Yeah, I don’t know about you but I’m not looking through all of this

I actually asked a good friend of mine who works in AI if it would be possible to use an LLM to search through all the strings to find something that would look like a password and he said it would be difficult based on the lack of refining data.

But anyways, let’s talk about what we really came to find, S3 credentials.

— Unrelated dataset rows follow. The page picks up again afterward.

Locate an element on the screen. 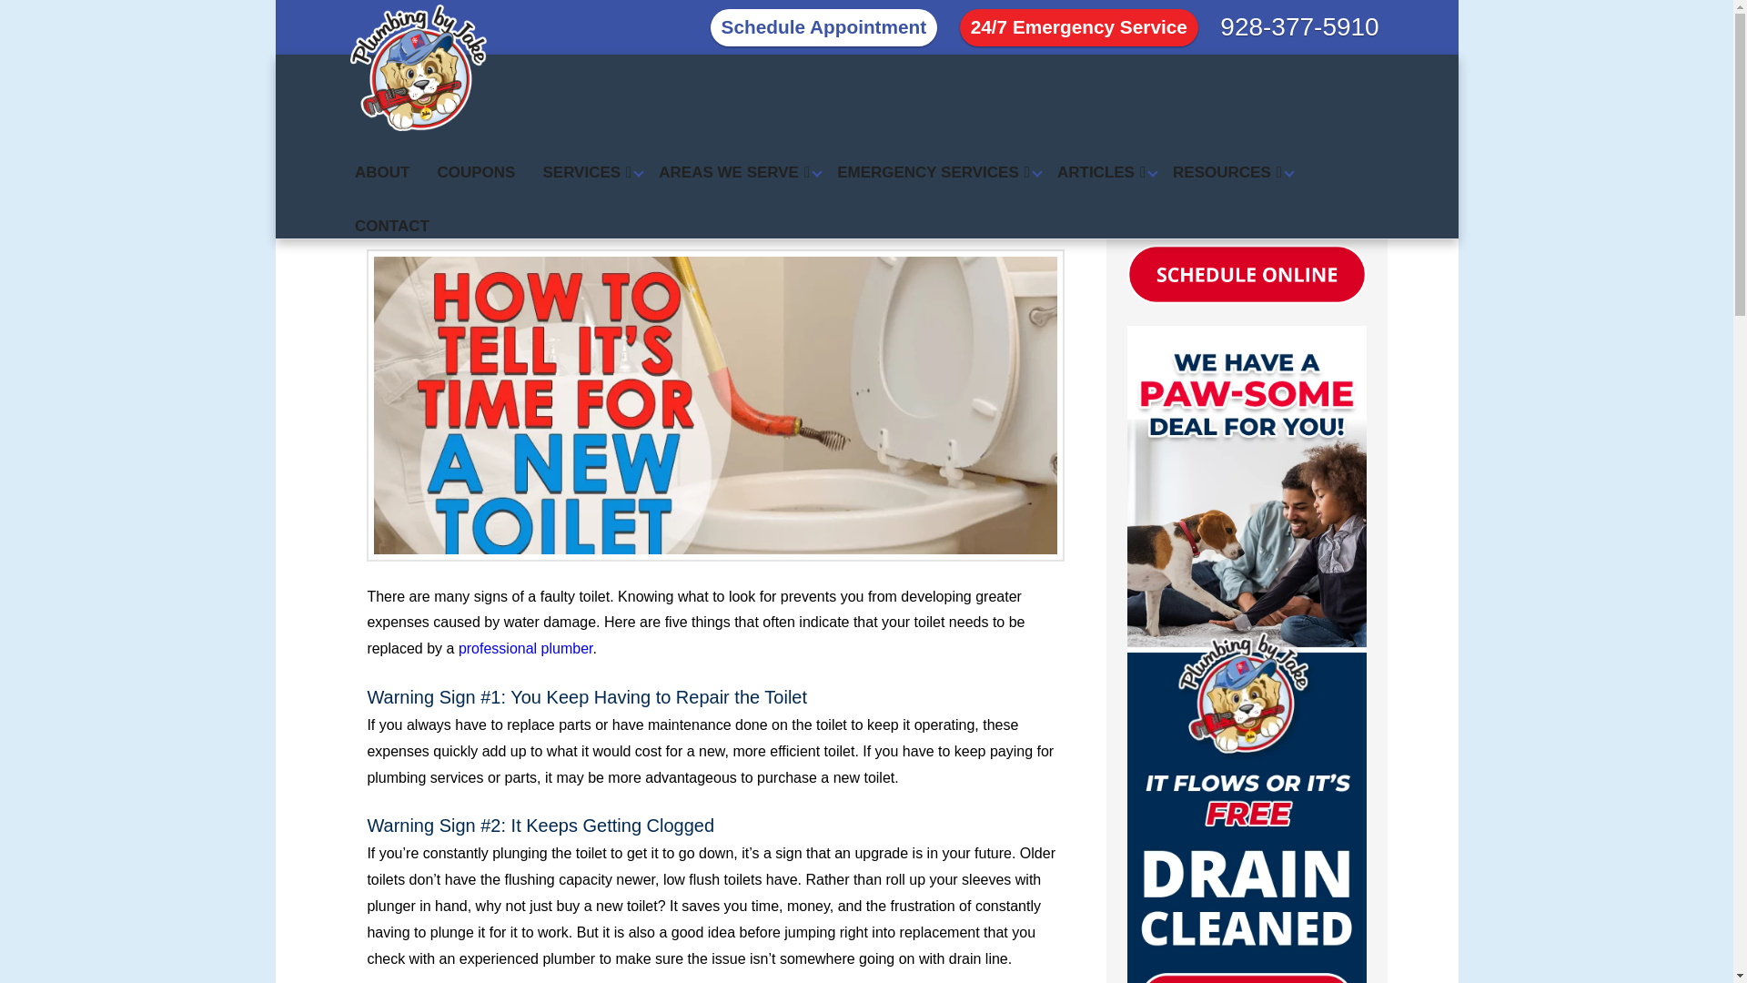  928-377-5910 is located at coordinates (1299, 26).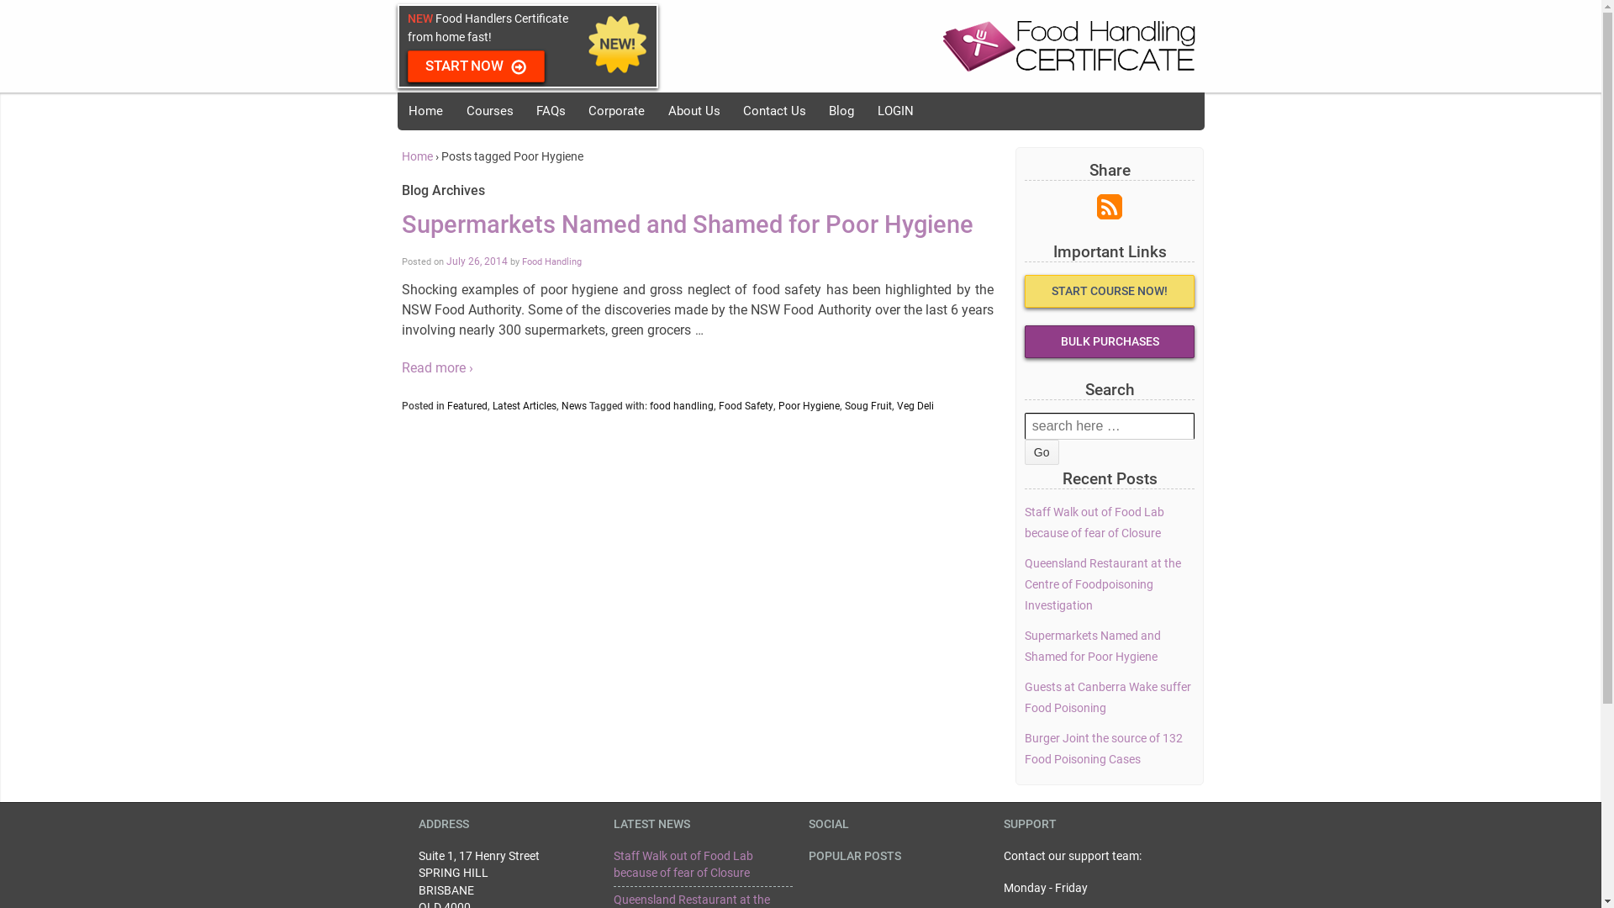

As I said before, there are 2 types of credentials for AWS S3 buckets, an access key ID and a secret access key ID. Finding an access key ID is simple, as they are strings that are always all capitalized and always start with ‘AKIA’. So for that we can use the OQL query:

select s from java.lang.String s where s.toString().contains(“AKIA”)

There’s the access key ID

Now the next step is to find the secret access key ID. This stumped me for a little while. You may be asking “why didn’t you just search for SECRET_ACCESS_KEY_ID?” and that’s because it only returns those strings, the actual credentials aren’t appended to them after an = like I originally thought, it would literally just return ‘SECRET_ACCESS_KEY_ID’, not ‘SECRET_ACCESS_KEY_ID = Js6IDrwAIkvSY+8fSJ5bcep05ENlNvXgc+JRRr7Y’. So I thought the next best step would be a regex. I looked online and found the regex for a secret access key ID to be: ([a-zA-Z0–9+/]{40}). Translated into English, this means any 40 character string that has a-z (lowercase), A-Z (uppercase), 0–9, + and /. Awesome, now I just have to put that into an OQL query, it looked like this:

select s from java.lang.String s where s.toString().matches(“(?!^(com/|org/|java/|sun/|/var/))[a-zA-Z0–9+/]{40}”)

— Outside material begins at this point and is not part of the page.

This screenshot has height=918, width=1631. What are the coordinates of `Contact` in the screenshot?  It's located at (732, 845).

It has the regex, but I also added so that it wouldn’t show any strings that started with ‘com/, org/, java/, sun/ or /var/’. The reason for this is that there are classes that are 40 characters long that begin with these, these are not secret access key IDs so we don’t need to see them.

Once it runs, it looks something like this:

What searching for the secret access key ID looks like

As you can see, a few results are returned. We can ignore all of the ones that have English words in them, which leaves us with 4available possibilities. I am going to discard the one that’s just ‘0000000000000000000000000000000000000000’ because that’s very likely not it, which leaves us with 3 options. The one beginning with capital A, the one beginning with lowercase a, and the one beginning with 3. I was too lazy to make a script to try out all 3 possible secret keys with 1 access key, so I just did it manually.

Bingo!

The first 2 failed, but the last one with the capital A worked! I now have access to all of this companies files, just like that.

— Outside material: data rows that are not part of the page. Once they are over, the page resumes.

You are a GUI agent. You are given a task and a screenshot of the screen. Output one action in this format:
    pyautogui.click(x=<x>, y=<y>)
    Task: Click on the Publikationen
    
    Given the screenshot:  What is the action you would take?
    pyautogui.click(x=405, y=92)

After this, I tried to make a script in Golang to automate doing the OQL queries and trying out all of the access keys and secret access keys for me, but it failed horribly. So instead I arduously did them all one-by-one, hand-by-hand. In the end, I proved to be somewhat successful, out of the 126 heapdumps I tested, 16 had valid S3 credentials. I am not going to name the owners of these buckets directly, but I will describe them:

  • A Chinese app developer
  • A popular Guatemalan shopping website
  • A popular Ukranian department store with a revenue of $2.5 billion USD
  • A South African ‘Buy Now, Pay Later’ service
  • An Brazilian car parts website
  • A Colombian pharmaceutical manufacturer
  • A British AI interoperability developer
  • Belarus’s largest tourist agency
  • A Brazilian metrics & software development company
  • An Indian game developer

I am currently in the process of disclosing these vulnerabilities to their respective companies.

Final thoughts

But overall, this has been one hell of a journey. I have learned a lot through this and it was fun to do. There are of course way more available endpoints and valuable information to be gained that I didn’t even touch on, this was just one possible pathway looking for one very specific type of credential. Regardless, I hope you enjoyed reading this article.

Thanks for reading everyone, have a good day!